What's missing?
“I think that’s just an urban legend, Clint.”
“No, this guy told me it really happens.”
“It would be sexual harassment.”
“No, not if he just places it there.”
My friend Clint, who recently joined the Navy and will be working on a submarine, is telling me about a “technique” that is supposedly employed to help the newly enlisted seamen focus.
Go ahead, Clint. Tell the story in your own words:
Okay, I was told if you’re new on the submarine and asked to steer the submarine, the captain tests your focus by draping his dick on your shoulder. You can’t look at it. You can’t even act like it’s there. You just need to keep your focus.
It got me thinking.
Where’s the dick on my shoulder helping me to focus? I have my own business as a media and creative consultant and time management and self-discipline have always been a challenge for me. Don’t get me wrong – I like working. But I stray easily.
Being a surfer doesn’t help. There’s something about surfing that makes you an instant airhead – just add water. Suddenly your sole focus is to surf, drink and fuck – like, pretty much all day, every day. If you’re lucky, you travel around the world and surf, drink and fuck. And if you’re really lucky, you’re Kelly Slater and you get paid for it.
I read recently that motivation and ambition are hardwired into us, genetically. We all have varying degrees of it but it probably won’t change much in a lifetime. You won’t become suddenly ambitious, for instance.
When people ask me where I see myself in five years, I cringe and respond:
“In your pants, if I’m lucky.”
“Six feet under.” (With a forlorn sigh.)
“I want to be a fireman!” (Said with child-like zeal.)
“I'd like to break into the burger business.”
The list goes on. But perhaps these are all easy ways for me to escape much needed goal-setting. I’d like more money. I’d like recognition for my work. I’d like to own a cute house in the country with a fireplace, dogs running around and a sexy man who loves me adoringly (not in that order – the fireplace shouldn’t occupy the number one slot...or should it? Hmmm).
Write a book, I’m often told. Yeah, you write a book. Write a book for me while you're at it. People don’t understand that after years of working in the arts, writing a book has as much appeal to me as licking molten glass.
I know the behind-the-scenes work involved in it, the years put into writing, publishing, distributing and promoting it, only for it to potentially fail miserably. And why? So I can say I wrote a book? So when I die, people can mill about my wake, eating coconut-encrusted popcorn shrimp and drinking a pint of Guinness saying, “At least she wrote a book.”
When was it just enough to live?
Some days, I find it’s an accomplishment to just make my bed in the morning. I stripped the paint off of a dresser once and still consider that one of my crowning achievements. I’m excited when my car starts in the morning. Seriously. I think, “Fucking A! My life is awesome. The car started again!”
The porch light in front of my house burnt out months ago. Every time I walk by it, I think, “One of these days, I’m gonna change you, you little bitch.” I trip up the front steps and curse that light, but never my lack of drive.
It took me two years to change my cellphone plan. The prospect of it was so overwhelming and tedious, I had to build up to it, real slow-like.
See that photo of my shoulder at the top? That was done while I was talking with a client on the phone about an important project. I spend a lot of time taking random shots of myself. It's fun enough.
Maybe I need a dick on my shoulder to motivate me. One for each shoulder. But see, therein lies the rub: I’d much prefer to focus on the distracting dicks than on the task at hand.
2 comments:
Oh, this is just too funny and I read it from beginning to end. Maybe you should write a book, but maybe it's just because I didn't have a dick on my shoulder.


# Task to complete
Repeat the listing verbatim. Drop any pictures.

BEGIN

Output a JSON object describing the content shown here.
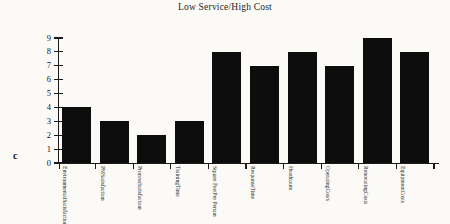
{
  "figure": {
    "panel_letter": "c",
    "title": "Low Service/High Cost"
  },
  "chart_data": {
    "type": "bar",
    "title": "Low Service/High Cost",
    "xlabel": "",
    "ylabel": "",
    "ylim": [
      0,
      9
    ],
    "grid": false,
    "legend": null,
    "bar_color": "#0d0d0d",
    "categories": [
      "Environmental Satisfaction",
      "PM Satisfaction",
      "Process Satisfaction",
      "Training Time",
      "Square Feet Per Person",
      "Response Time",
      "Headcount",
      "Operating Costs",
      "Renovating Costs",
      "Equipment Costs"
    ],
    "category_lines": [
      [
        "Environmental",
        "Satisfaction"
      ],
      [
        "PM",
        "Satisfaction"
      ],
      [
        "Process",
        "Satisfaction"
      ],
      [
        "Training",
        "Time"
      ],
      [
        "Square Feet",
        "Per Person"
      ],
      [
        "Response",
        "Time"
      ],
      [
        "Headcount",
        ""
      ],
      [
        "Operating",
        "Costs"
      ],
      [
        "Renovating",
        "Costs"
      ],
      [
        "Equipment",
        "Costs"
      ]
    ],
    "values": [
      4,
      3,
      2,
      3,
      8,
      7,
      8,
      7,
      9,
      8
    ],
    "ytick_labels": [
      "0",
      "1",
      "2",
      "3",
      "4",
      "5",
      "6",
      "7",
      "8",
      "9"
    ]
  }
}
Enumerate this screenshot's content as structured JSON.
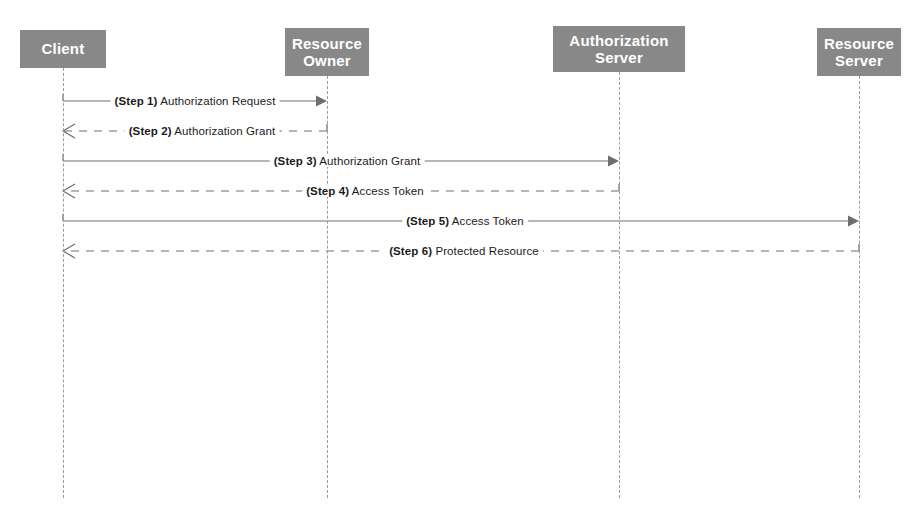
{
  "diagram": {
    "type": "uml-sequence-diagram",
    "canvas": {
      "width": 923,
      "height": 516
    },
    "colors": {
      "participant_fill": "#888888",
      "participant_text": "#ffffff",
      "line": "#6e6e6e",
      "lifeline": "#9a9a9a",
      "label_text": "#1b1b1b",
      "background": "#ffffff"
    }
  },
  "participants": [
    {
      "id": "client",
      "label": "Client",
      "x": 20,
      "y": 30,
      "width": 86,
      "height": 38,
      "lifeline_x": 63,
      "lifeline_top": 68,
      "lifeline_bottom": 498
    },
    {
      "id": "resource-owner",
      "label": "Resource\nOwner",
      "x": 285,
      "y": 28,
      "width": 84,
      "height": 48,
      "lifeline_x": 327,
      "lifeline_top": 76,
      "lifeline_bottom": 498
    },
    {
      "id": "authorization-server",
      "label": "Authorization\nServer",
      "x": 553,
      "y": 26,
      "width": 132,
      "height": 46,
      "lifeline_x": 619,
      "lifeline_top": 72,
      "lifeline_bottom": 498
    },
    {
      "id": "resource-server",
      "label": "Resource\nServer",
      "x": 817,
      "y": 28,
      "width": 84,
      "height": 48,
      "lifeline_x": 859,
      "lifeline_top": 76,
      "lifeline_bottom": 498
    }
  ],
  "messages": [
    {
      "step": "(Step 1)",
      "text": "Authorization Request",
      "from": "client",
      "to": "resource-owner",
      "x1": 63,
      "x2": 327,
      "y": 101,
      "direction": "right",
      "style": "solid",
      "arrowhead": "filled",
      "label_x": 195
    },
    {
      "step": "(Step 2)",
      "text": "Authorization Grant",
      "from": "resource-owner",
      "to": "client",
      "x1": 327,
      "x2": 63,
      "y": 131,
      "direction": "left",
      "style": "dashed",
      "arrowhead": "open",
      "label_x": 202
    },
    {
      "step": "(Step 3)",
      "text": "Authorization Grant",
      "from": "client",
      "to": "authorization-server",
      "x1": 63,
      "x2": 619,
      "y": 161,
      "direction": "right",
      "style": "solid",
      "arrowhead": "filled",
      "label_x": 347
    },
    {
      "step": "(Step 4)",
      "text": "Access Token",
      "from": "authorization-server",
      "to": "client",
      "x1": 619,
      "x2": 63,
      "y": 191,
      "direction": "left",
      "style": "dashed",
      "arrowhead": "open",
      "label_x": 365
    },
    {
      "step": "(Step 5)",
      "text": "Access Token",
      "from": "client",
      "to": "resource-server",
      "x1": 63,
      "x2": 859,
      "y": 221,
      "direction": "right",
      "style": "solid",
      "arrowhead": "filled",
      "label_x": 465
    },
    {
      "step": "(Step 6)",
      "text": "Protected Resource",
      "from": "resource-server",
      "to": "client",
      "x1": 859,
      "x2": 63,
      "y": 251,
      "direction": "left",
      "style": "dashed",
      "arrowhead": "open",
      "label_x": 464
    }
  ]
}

END

# Task result
Output a JSON object describing the content shown here.
{
  "figure": {
    "panel_letter": "c",
    "title": "Low Service/High Cost"
  },
  "chart_data": {
    "type": "bar",
    "title": "Low Service/High Cost",
    "xlabel": "",
    "ylabel": "",
    "ylim": [
      0,
      9
    ],
    "grid": false,
    "legend": null,
    "bar_color": "#0d0d0d",
    "categories": [
      "Environmental Satisfaction",
      "PM Satisfaction",
      "Process Satisfaction",
      "Training Time",
      "Square Feet Per Person",
      "Response Time",
      "Headcount",
      "Operating Costs",
      "Renovating Costs",
      "Equipment Costs"
    ],
    "category_lines": [
      [
        "Environmental",
        "Satisfaction"
      ],
      [
        "PM",
        "Satisfaction"
      ],
      [
        "Process",
        "Satisfaction"
      ],
      [
        "Training",
        "Time"
      ],
      [
        "Square Feet",
        "Per Person"
      ],
      [
        "Response",
        "Time"
      ],
      [
        "Headcount",
        ""
      ],
      [
        "Operating",
        "Costs"
      ],
      [
        "Renovating",
        "Costs"
      ],
      [
        "Equipment",
        "Costs"
      ]
    ],
    "values": [
      4,
      3,
      2,
      3,
      8,
      7,
      8,
      7,
      9,
      8
    ],
    "ytick_labels": [
      "0",
      "1",
      "2",
      "3",
      "4",
      "5",
      "6",
      "7",
      "8",
      "9"
    ]
  }
}
Enumerate this screenshot's content as structured JSON.
{
  "diagram": {
    "type": "uml-sequence-diagram",
    "canvas": {
      "width": 923,
      "height": 516
    },
    "colors": {
      "participant_fill": "#888888",
      "participant_text": "#ffffff",
      "line": "#6e6e6e",
      "lifeline": "#9a9a9a",
      "label_text": "#1b1b1b",
      "background": "#ffffff"
    }
  },
  "participants": [
    {
      "id": "client",
      "label": "Client",
      "x": 20,
      "y": 30,
      "width": 86,
      "height": 38,
      "lifeline_x": 63,
      "lifeline_top": 68,
      "lifeline_bottom": 498
    },
    {
      "id": "resource-owner",
      "label": "Resource\nOwner",
      "x": 285,
      "y": 28,
      "width": 84,
      "height": 48,
      "lifeline_x": 327,
      "lifeline_top": 76,
      "lifeline_bottom": 498
    },
    {
      "id": "authorization-server",
      "label": "Authorization\nServer",
      "x": 553,
      "y": 26,
      "width": 132,
      "height": 46,
      "lifeline_x": 619,
      "lifeline_top": 72,
      "lifeline_bottom": 498
    },
    {
      "id": "resource-server",
      "label": "Resource\nServer",
      "x": 817,
      "y": 28,
      "width": 84,
      "height": 48,
      "lifeline_x": 859,
      "lifeline_top": 76,
      "lifeline_bottom": 498
    }
  ],
  "messages": [
    {
      "step": "(Step 1)",
      "text": "Authorization Request",
      "from": "client",
      "to": "resource-owner",
      "x1": 63,
      "x2": 327,
      "y": 101,
      "direction": "right",
      "style": "solid",
      "arrowhead": "filled",
      "label_x": 195
    },
    {
      "step": "(Step 2)",
      "text": "Authorization Grant",
      "from": "resource-owner",
      "to": "client",
      "x1": 327,
      "x2": 63,
      "y": 131,
      "direction": "left",
      "style": "dashed",
      "arrowhead": "open",
      "label_x": 202
    },
    {
      "step": "(Step 3)",
      "text": "Authorization Grant",
      "from": "client",
      "to": "authorization-server",
      "x1": 63,
      "x2": 619,
      "y": 161,
      "direction": "right",
      "style": "solid",
      "arrowhead": "filled",
      "label_x": 347
    },
    {
      "step": "(Step 4)",
      "text": "Access Token",
      "from": "authorization-server",
      "to": "client",
      "x1": 619,
      "x2": 63,
      "y": 191,
      "direction": "left",
      "style": "dashed",
      "arrowhead": "open",
      "label_x": 365
    },
    {
      "step": "(Step 5)",
      "text": "Access Token",
      "from": "client",
      "to": "resource-server",
      "x1": 63,
      "x2": 859,
      "y": 221,
      "direction": "right",
      "style": "solid",
      "arrowhead": "filled",
      "label_x": 465
    },
    {
      "step": "(Step 6)",
      "text": "Protected Resource",
      "from": "resource-server",
      "to": "client",
      "x1": 859,
      "x2": 63,
      "y": 251,
      "direction": "left",
      "style": "dashed",
      "arrowhead": "open",
      "label_x": 464
    }
  ]
}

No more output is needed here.